When Sarah Converse, a quantitative ecologist at the University of Washington, approached Wood to see if she could use the data, Wood said yes. To ground truth her analysis, Converse came out to see the colonies with Wood. It turned out to be one of those magical days: Guillemots everywhere doing interesting things, flying around, making lots of noise, seemingly untroubled by the presence of a couple of elated humans. “Sarah just got such a kick out of them,” Wood says. “She said it was the first citizen science project she felt she could use.”
Converse entrusted the analysis of Wood’s data to her Ph.D. student, Amanda Warlick. “What Frances is doing is really incredible,” Warlick says. “Without that kind of effort, these rigorous analyses wouldn’t be possible because the data wouldn’t exist.” More typically, she notes, citizen science projects are begun under the watchful eye of the scientists who will analyze the data, but that is not the case here. Guillemots present special challenges as well: they are not banded, no one can see inside their nests and their chicks fledge at night. “We’ve had to come up with some statistical work-arounds,” Warlick says.
Ultimately, Warlick wants to look for correlations between the guillemot’s population numbers and reproductive success and marine conditions, such as coastal upwelling or sea surface temperature. The challenge, she says, is that since pigeon guillemots are so cosmopolitan, and much more willing than other marine birds to nest in the vicinity of, say, a housing development, or near people who regularly walk their dogs, declines she detects could be due to any number of reasons. “They’re urban birds, so we can’t restrict our range of potential influences,” Warlick says. “We have to be thoughtful to the fact that what we really should be doing is paying attention to everything.”
Keeping an eye out
Wood and I walk the shore of Mutiny Bay for a little longer and then head to another colony just up the beach called Mutiny Sands, but the guillemots are quiet there, too. Wood is a little fretful on my behalf, but she need not be — it is nice to walk the beach, to see what birds there are, to watch them go about their business however discreetly.
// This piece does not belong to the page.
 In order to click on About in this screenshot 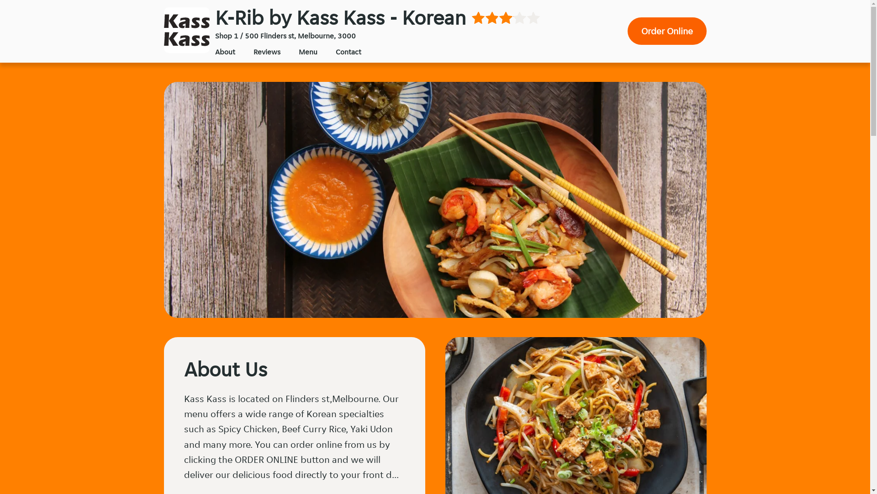, I will do `click(225, 52)`.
“Yes, that’s one of the appeals, just being outside,” Wood says. “But you should come back in July. Then it will really be hopping — I promise.”
I tell her I will, and we say our farewells so I can catch the ferry back to the mainland at Clinton. “Oh, you should keep an eye out for guillemots,” Wood says. “They burrow right under the ferry dock.”
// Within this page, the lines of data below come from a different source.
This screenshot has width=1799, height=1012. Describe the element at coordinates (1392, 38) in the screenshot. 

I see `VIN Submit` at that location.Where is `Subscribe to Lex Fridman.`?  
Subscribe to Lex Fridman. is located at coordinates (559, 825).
I get to the dock and take my place in the columns of cars. Having watched a ferry just depart, I have time to walk down to the small public beach nearby. A family is digging in the sand, a couple of people are walking a large happy dog. But out on the water, perhaps fifty yards from shore, a single guillemot is bobbing along with the ferry’s lingering chop. It makes no noise, and from where I am it is impossible to see anything more than its stubby black profile. Then a guillemot flies out from under the long ferry pier, where it must have been perched. It splashes down right next to the first guillemot, and the two mildly joust with their bills, whether in affection or competition it is difficult to say.
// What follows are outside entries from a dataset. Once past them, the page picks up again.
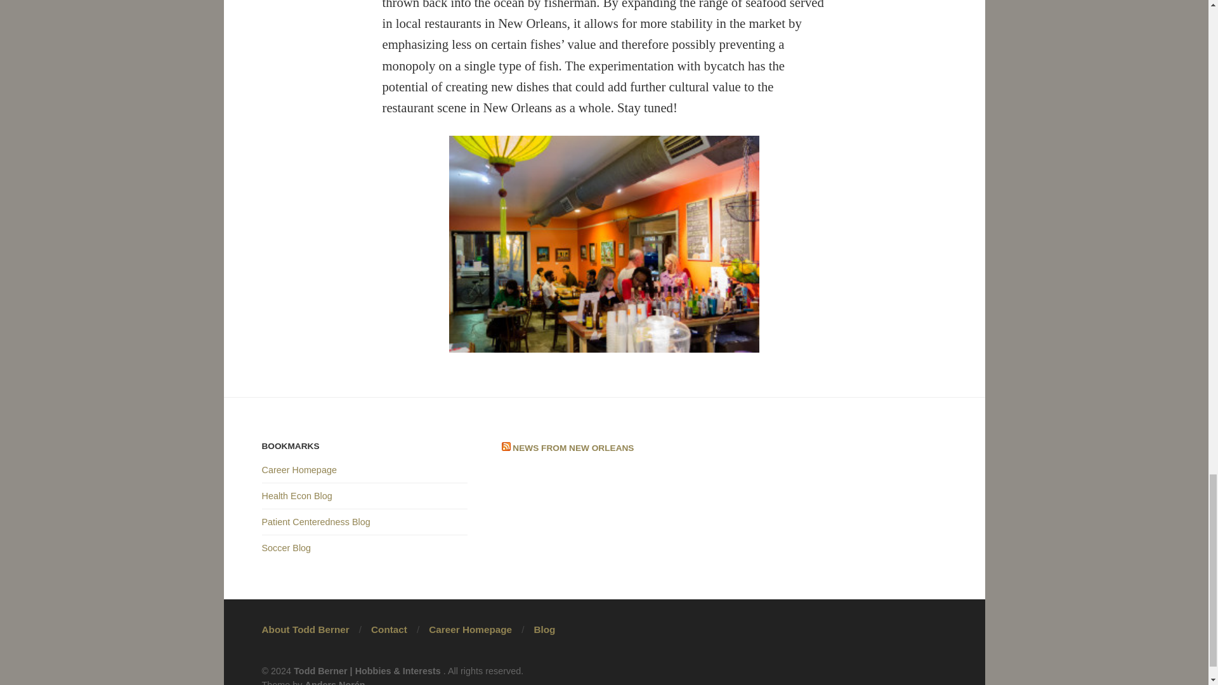  Describe the element at coordinates (286, 548) in the screenshot. I see `Soccer Blog` at that location. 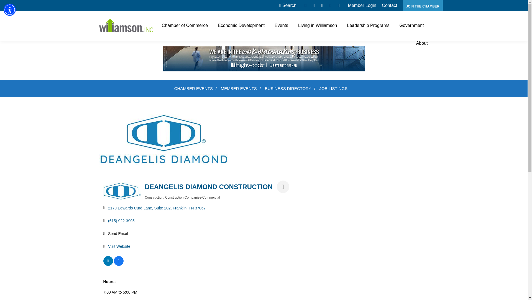 What do you see at coordinates (423, 6) in the screenshot?
I see `JOIN THE CHAMBER` at bounding box center [423, 6]. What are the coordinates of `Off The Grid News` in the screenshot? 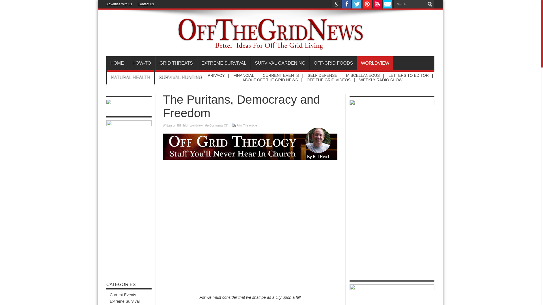 It's located at (270, 47). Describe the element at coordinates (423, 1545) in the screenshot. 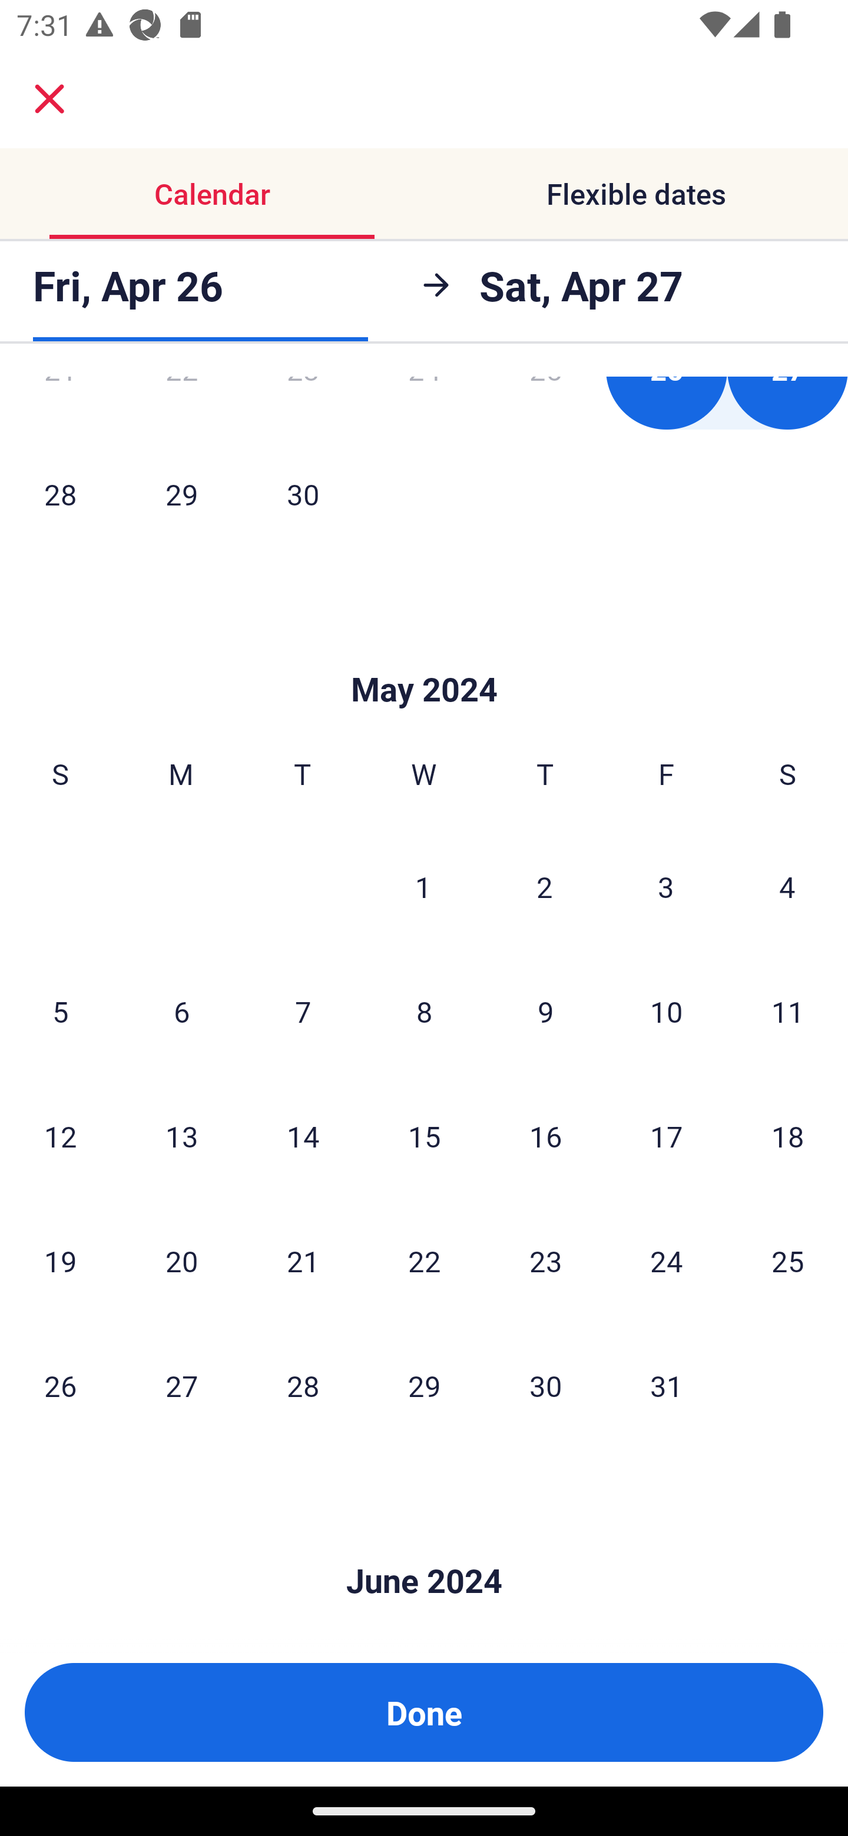

I see `Skip to Done` at that location.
A couple of seconds later, two more guillemots fly out from under the pier to join the first pair, and seconds after them, two more. The six guillemots gather together in a little group. Even from this distance, even with everything else going on — the cars and trucks grumbling to their places, the children laughing in the surf, the dog barking at something — I soon can make out another set of sounds: the te-te-te-teeteeteeteetees and sweeeeeeeees and ziiiiiiiings of gabby guillemots, before two of them lift off suddenly to chase each other around.